3: Text excerpt, Glenn Dynner’s "Yankel’s Tavern: Jews, Liquor, and Life in the Kingdom of Poland," 2013.

3: Text excerpt, Glenn Dynner’s "Yankel’s Tavern: Jews, Liquor, and Life in the Kingdom of Poland," 2013.

In his study of Jewish tavern-keeping in the Kingdom of Poland, Glenn Dynner probes the many ways in which the (Jewish-run) tavern was a place that blurred boundaries: between Jews and Christians (both peasants and nobility), men and women, lawful and criminal conduct, drunkenness and sobriety.

Suggested Activity: First, students should read the short passage from Dynner’s book. Ask them what happens in a tavern (as described by Dynner), what sort of space it is, and what sort of behavior can happen there. From there, you can ask them questions to help them recall what happens in the tavern scene in chapter 8 of Romance of a Horse Thief. For instance: why does Zanvl go to the tavern? Who does he encounter there? What do they do? Why might it be important that this scene takes place in a tavern? Can you imagine these characters meeting in a different location? 

If time permits, ask: What is the significance of the tavern scene for the novella as a whole? How do the tavern, wedding, and brothel scenes represent different spaces where characters come into contact with each other in transgressive ways? In what way do these spaces differ? In what ways are they similar?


Activity | Look through the data that follows and copy each line with the string "Duplicated".

Task data |
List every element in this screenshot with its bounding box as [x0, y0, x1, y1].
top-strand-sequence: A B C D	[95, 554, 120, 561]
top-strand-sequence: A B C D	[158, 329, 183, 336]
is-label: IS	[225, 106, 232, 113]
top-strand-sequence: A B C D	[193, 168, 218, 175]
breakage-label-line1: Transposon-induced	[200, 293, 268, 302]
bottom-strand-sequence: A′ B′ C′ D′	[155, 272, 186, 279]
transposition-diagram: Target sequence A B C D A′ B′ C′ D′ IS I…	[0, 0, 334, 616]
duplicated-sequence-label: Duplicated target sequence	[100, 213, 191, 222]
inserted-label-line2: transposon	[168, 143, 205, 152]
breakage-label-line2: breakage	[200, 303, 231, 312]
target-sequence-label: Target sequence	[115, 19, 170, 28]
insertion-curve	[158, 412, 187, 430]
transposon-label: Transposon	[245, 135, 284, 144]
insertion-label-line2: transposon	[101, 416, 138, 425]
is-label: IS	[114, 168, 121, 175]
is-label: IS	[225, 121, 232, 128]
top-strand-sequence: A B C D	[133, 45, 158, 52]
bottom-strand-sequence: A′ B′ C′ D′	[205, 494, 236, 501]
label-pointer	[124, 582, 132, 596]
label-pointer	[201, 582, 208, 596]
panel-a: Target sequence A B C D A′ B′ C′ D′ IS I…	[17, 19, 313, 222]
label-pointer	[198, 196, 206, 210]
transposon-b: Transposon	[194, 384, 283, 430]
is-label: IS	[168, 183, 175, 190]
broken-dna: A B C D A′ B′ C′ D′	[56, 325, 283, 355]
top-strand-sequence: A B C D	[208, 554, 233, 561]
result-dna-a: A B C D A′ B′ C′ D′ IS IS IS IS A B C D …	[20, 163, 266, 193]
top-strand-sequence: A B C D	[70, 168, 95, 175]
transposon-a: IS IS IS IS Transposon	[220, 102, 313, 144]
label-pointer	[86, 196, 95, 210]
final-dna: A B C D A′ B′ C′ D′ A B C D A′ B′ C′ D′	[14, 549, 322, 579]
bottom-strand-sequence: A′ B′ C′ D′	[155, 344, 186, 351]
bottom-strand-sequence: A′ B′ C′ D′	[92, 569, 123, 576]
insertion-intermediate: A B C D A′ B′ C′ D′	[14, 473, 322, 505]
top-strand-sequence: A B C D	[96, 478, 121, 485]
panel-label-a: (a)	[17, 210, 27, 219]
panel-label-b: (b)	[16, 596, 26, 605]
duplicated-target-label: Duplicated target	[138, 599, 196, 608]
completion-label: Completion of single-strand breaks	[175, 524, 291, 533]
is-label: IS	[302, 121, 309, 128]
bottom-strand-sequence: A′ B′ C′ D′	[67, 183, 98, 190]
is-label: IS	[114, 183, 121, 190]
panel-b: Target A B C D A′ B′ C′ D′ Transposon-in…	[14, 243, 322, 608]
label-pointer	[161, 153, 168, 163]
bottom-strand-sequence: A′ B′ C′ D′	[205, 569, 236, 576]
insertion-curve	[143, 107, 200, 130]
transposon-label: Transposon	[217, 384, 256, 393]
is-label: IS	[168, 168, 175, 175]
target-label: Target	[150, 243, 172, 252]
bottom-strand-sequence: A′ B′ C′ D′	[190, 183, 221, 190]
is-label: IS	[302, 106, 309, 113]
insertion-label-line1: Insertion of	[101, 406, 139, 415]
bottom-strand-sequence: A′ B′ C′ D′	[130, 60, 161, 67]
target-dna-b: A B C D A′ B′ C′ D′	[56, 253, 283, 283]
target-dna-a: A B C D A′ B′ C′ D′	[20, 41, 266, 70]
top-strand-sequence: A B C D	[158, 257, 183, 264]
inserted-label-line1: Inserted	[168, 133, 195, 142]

Response to the exercise |
duplicated-sequence-label: Duplicated target sequence	[100, 213, 191, 222]
duplicated-target-label: Duplicated target	[138, 599, 196, 608]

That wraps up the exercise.